When I started working with Magento, I gradually learned. Some things I learned right away, others I learned about a long time later. Sometimes I come across information and think: “That would have helped me a lot in the beginning”. So I’m going to put together some brief information in a series of posts. I hope it helps you in your studies.
1. Deploy mode
It is important to know Magento’s deployment modes. If you are developing a store, it is interesting to use developer mode. If the store is already published and ready to sell, it must be in production mode.
When we clone a store that is in production to our local environment, we change the deployment mode of this copy to developer.
To see which mode is currently configured in the store, you can use the following command:
bin/magento deploy:mode:show
Magento has four modes (check the documentation here):
- Production: Faster mode, uses all caches, files are precompiled and errors are logged in files.
- Developer: Slower, file compilation takes place in real time, errors are shown to the user and the log is detailed.
- Default: Hybrid of developer and production modes. It is the default mode and is already defined in the Magento installation.
- Maintenance: When active, redirects users to a “Service Temporarily Unavailable” page and the
.maintenance.flag
file is created in thevar/
directory.
2. Sample data
Very useful for studying. Magento has modules that inject sample content into the store. So, in a few minutes, we have a store with customers, orders, product, pages and blocks.
In the devdocs we have a few ways to install sample data. Remembering that I do not recommend that it be installed in stores that are being developed to go into production. I only recommend using it for study purposes.
3. Vendor x App
Composer modules are placed in the vendor/
directory. These files are not versioned and we must not make changes to them (just like we shouldn’t edit files inside pub/static/
directory). Our tweaks and any development is centered in the app/
directory. Modules are placed in app/code/
and themes in app/design/
.
4. Naming conventions
There are conventions for module names. The module name, for example, follows the pattern Vendor_MyModule. The vendor is a unique name. For example, Magento core modules are named Magento. In the modules I develop for study, I put the vendor name as Salzano.
The module name is written in UpperCamelCase. So, for example, Magento’s Product Alert module is named Magento_ProductAlert.
There is a module name that we should avoid in our customizations: the term Ui. According to the Magento documentation, “Vendor_Ui notation, required when specifying paths, might cause issues”.
5. Template Hints
Need to change a page template but have no idea where the file is?
A quick way to find it is to enable Magento template hints. This can be done either from the admin panel or from the command line.
From the admin panel this can be done in Stores -> Settings -> Advanced -> Developer. In Debug tab set Enable Hints for Storefront with URL Parameter to Yes
. I usually use with parameter option in URL. So I enable the hints by adding ?templatehints=magento
to the URL.
Another way to enable it is with the command:
bin/magento dev:template-hints:enable
And to disable:
bin/magento dev:template-hints:disable
About the image that illustrates this post

“Landscape with Two Oaks”, by Jan van Goyes, done in 1641. Taken from the Rijksmuseum’s art collection, the national museum of the Netherlands.
“The two gnarled oak trees, brightly illuminated by a few rays of sunlight, stand out sharply against the threatening sky. Van Goyen drew the trees with his brush. He used thin, almost transparent paint for the foliage and thick, grainy paint for the furrowed trunks. The landscape’s near monochrome palette is enlivened by the blue and red doublets of the two figures resting.”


The result should be the lines from the one holding "has width=1434, height=655." to the final line of the records below, repeated exactly and with no pictures.

▸ **Extracted records**:
□ □ □

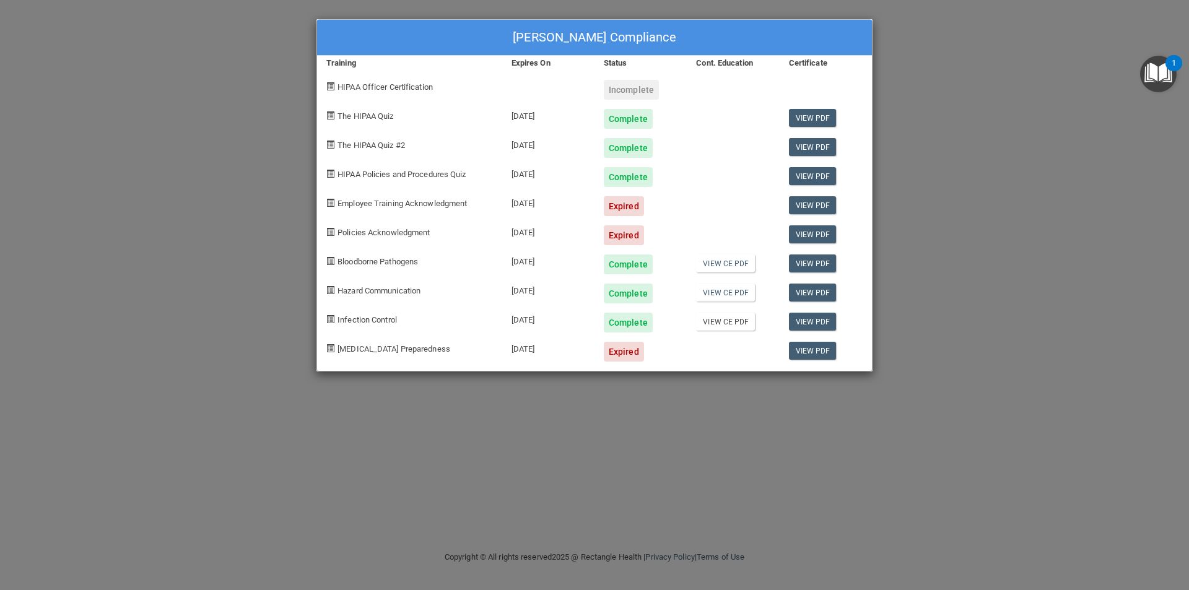 Image resolution: width=1189 pixels, height=590 pixels. Describe the element at coordinates (378, 261) in the screenshot. I see `span: Bloodborne Pathogens` at that location.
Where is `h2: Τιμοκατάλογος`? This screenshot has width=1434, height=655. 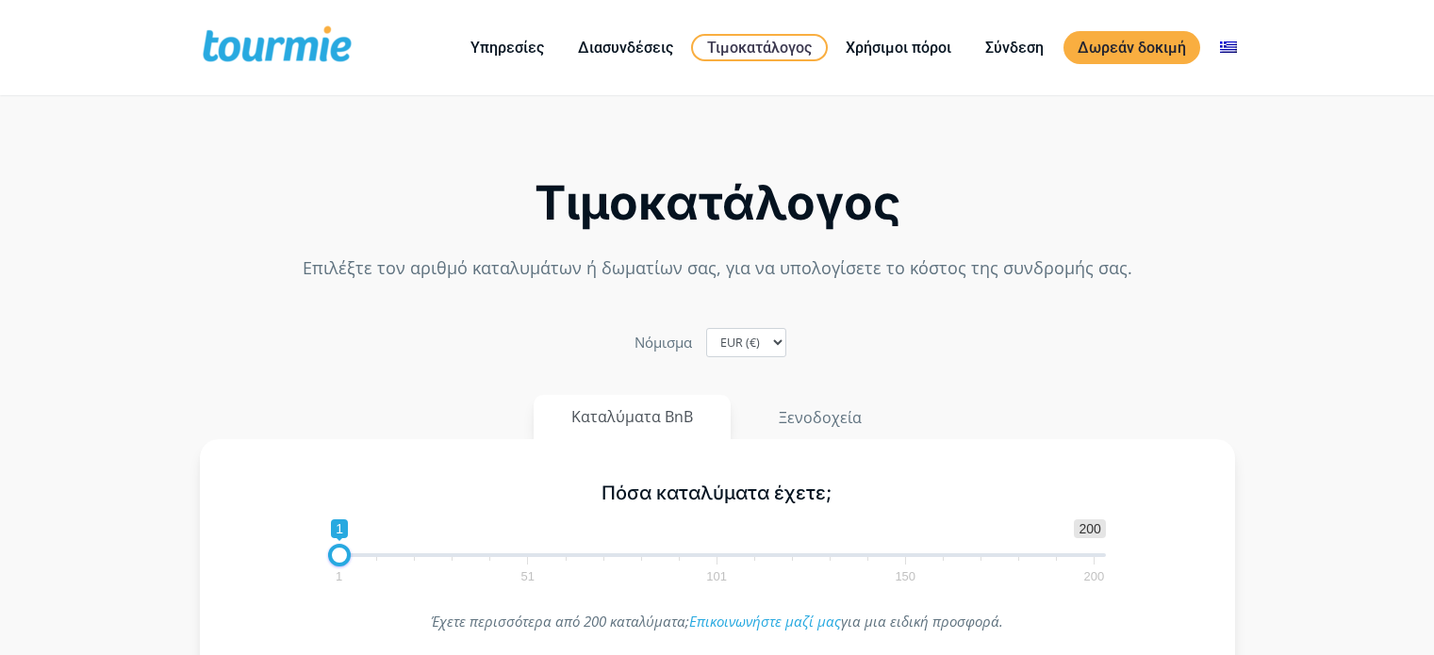
h2: Τιμοκατάλογος is located at coordinates (717, 203).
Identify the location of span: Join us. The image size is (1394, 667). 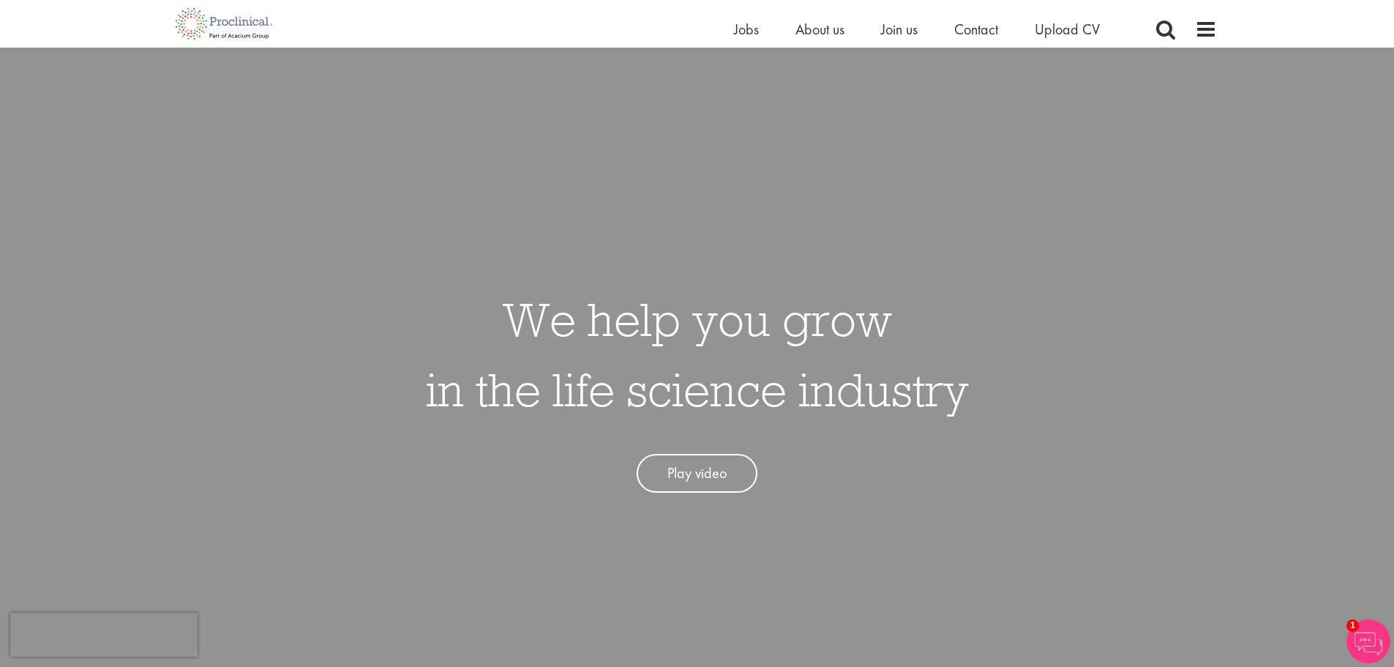
(900, 29).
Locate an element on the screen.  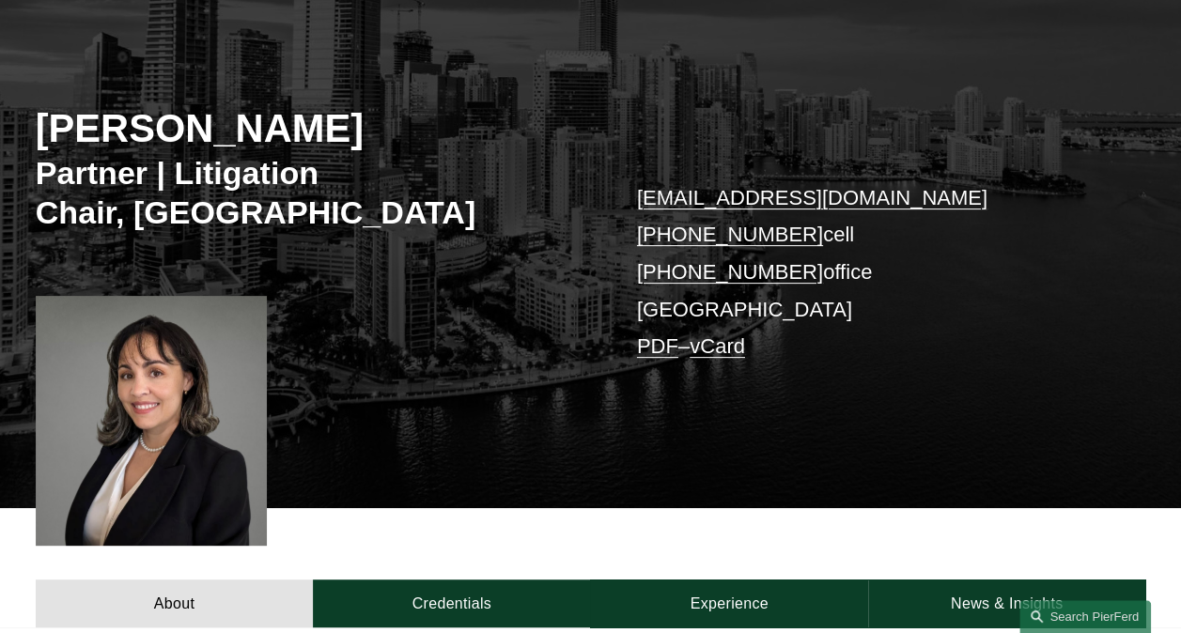
a: Credentials is located at coordinates (451, 603).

□ □ □

▸ **Solution to this problem**:
Where is `h2: Τιμοκατάλογος`? This screenshot has width=1434, height=655. 
h2: Τιμοκατάλογος is located at coordinates (717, 203).
Identify the location of span: Join us. The image size is (1394, 667). 
(900, 29).
Locate an element on the screen.  
a: Credentials is located at coordinates (451, 603).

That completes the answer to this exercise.